Virginia Woolf’s 1928 novel Orlando: A Biography, the story of a young man who grows up to be a woman, gets a contemporary reimagining by writer, philosopher, and curator Paul B. Preciado (Testo Junkie). Sending a cinematic letter to Woolf, Preciado brings together past and present trans and gender-fluid lives, while also retracing his own personal journey. A transgender and nonbinary intergenerational cast speak as themselves, embodying Orlando in ways that are both political and poetic. Preciado’s stylistically and visually inventive film reimagines and celebrates Woolf’s original writing, grounding her fictional narrative in multiple biographies of the film’s exuberant participants. (2023, France, French with English subtitles, 98 min.)

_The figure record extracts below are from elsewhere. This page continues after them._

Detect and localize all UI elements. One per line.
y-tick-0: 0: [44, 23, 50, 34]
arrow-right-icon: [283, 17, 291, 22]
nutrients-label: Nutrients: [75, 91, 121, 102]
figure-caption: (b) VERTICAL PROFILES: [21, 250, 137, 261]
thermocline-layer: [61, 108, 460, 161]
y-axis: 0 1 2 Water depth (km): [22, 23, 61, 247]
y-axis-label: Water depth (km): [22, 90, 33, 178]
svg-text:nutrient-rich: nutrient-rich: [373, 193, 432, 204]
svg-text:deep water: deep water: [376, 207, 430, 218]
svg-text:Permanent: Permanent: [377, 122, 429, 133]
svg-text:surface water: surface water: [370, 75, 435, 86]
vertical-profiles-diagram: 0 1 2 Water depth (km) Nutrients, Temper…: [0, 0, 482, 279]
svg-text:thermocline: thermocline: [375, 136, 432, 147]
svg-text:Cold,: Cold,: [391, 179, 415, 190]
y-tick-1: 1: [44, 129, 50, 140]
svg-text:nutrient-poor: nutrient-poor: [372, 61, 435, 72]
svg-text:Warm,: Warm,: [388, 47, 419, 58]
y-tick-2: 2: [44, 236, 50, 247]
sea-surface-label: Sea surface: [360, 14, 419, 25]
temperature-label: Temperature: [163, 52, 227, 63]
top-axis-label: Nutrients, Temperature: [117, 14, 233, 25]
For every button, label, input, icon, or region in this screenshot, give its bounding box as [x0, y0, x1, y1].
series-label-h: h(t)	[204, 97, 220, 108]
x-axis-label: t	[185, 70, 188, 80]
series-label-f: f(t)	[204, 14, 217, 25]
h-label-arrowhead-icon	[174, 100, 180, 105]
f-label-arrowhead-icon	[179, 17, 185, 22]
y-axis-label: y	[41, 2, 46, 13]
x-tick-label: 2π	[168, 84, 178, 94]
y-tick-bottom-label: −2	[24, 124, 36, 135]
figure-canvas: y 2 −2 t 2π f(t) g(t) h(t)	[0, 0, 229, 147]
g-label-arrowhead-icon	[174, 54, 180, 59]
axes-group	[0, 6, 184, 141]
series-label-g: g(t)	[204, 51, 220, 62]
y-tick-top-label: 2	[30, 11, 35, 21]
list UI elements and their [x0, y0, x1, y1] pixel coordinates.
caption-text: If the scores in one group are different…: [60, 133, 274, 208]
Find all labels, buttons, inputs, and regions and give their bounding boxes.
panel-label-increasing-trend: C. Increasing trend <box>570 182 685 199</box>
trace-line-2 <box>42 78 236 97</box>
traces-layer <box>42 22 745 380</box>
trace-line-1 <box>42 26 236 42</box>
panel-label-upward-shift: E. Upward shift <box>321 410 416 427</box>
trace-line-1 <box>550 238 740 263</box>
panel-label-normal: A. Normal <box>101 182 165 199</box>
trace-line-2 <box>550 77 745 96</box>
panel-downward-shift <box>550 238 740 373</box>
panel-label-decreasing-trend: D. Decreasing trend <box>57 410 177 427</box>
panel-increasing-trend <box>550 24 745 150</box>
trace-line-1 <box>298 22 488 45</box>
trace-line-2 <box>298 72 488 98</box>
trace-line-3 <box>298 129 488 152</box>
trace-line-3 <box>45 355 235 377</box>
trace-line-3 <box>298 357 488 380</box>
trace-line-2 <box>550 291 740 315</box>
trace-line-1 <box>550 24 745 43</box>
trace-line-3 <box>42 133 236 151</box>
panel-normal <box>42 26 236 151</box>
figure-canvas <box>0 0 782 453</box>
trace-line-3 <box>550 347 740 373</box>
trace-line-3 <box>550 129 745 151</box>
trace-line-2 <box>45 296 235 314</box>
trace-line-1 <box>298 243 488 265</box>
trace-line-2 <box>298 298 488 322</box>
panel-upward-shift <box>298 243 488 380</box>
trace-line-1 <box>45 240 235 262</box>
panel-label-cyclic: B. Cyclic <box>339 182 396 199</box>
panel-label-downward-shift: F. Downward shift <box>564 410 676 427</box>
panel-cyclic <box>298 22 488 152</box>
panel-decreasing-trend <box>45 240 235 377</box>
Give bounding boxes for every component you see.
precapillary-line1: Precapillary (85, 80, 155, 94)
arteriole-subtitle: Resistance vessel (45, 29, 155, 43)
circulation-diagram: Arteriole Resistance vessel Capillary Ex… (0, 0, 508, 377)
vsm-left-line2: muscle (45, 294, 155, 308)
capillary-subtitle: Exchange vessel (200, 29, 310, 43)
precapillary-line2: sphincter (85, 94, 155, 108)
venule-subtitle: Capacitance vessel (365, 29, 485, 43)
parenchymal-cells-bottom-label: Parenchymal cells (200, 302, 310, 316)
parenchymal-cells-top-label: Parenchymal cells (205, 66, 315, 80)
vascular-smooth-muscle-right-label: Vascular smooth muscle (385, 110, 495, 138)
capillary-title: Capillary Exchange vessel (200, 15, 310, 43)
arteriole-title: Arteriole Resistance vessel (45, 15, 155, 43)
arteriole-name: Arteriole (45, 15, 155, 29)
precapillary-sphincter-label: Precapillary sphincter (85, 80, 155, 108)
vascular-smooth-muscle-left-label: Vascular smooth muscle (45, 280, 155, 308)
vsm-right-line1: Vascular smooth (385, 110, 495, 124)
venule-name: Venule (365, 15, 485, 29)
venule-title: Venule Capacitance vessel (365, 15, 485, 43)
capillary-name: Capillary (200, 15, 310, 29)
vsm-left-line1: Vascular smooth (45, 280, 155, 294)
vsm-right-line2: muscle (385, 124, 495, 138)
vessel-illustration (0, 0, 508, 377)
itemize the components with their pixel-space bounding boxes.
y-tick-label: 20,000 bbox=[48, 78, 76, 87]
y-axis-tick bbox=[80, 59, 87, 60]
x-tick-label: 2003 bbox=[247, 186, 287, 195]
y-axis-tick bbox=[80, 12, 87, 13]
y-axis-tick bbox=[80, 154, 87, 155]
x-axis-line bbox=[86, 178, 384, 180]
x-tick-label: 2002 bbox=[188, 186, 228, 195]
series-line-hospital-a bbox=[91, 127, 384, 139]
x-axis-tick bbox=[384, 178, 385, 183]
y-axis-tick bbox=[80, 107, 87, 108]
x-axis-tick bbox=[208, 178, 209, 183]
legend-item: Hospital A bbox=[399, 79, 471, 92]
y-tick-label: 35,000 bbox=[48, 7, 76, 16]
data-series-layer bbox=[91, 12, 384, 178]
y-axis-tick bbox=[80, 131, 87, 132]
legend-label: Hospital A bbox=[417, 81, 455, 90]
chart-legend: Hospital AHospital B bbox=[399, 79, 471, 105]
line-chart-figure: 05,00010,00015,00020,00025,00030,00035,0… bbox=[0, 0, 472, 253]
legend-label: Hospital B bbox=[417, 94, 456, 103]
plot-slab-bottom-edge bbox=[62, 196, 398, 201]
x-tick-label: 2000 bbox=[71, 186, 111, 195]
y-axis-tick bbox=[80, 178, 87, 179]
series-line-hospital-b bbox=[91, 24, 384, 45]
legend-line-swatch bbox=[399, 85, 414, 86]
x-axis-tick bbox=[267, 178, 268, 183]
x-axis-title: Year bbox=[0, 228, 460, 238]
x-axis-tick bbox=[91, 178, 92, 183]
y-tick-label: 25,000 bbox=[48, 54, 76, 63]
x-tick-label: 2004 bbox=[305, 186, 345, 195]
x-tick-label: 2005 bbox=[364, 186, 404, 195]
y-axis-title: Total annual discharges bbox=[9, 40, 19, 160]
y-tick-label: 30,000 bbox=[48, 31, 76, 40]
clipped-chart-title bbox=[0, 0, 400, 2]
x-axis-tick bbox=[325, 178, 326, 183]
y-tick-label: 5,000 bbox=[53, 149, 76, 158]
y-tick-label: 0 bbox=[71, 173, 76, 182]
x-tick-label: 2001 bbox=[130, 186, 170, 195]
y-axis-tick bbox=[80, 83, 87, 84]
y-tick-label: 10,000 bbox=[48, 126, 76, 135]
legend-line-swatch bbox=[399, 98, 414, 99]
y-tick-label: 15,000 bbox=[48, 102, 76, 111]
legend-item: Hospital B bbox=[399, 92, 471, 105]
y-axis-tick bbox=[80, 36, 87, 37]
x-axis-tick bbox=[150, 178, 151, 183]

Paul B. Preciado is a writer, philosopher, curator, and one of the leading thinkers in the study of gender and body politics. Among his different assignments, he has been curator of public programs of documenta 14 (Kassel/Athens), curator of the Taiwan Pavilion and collaborator with artist Shu Lea Cheang on her exhibition at the 58th Venice Biennale in 2019, and head of research of the Museum of Contemporary Art of Barcelona (MACBA). His books—Counter-sexual Manifesto (Columbia University Press); Testo Junkie (The Feminist Press); Pornotopia (Zone Books); An Apartment in Uranus (Semiotexte and Fitzcarraldo), Can the Monster Speak (Semiotexte and Fitzcarraldo), and Dysphoria Mundi (Grasset, Graywolf, and Fitzcarraldo)—are key references to queer, trans, and nonbinary contemporary art and activism. He was born in Spain and lives in Paris.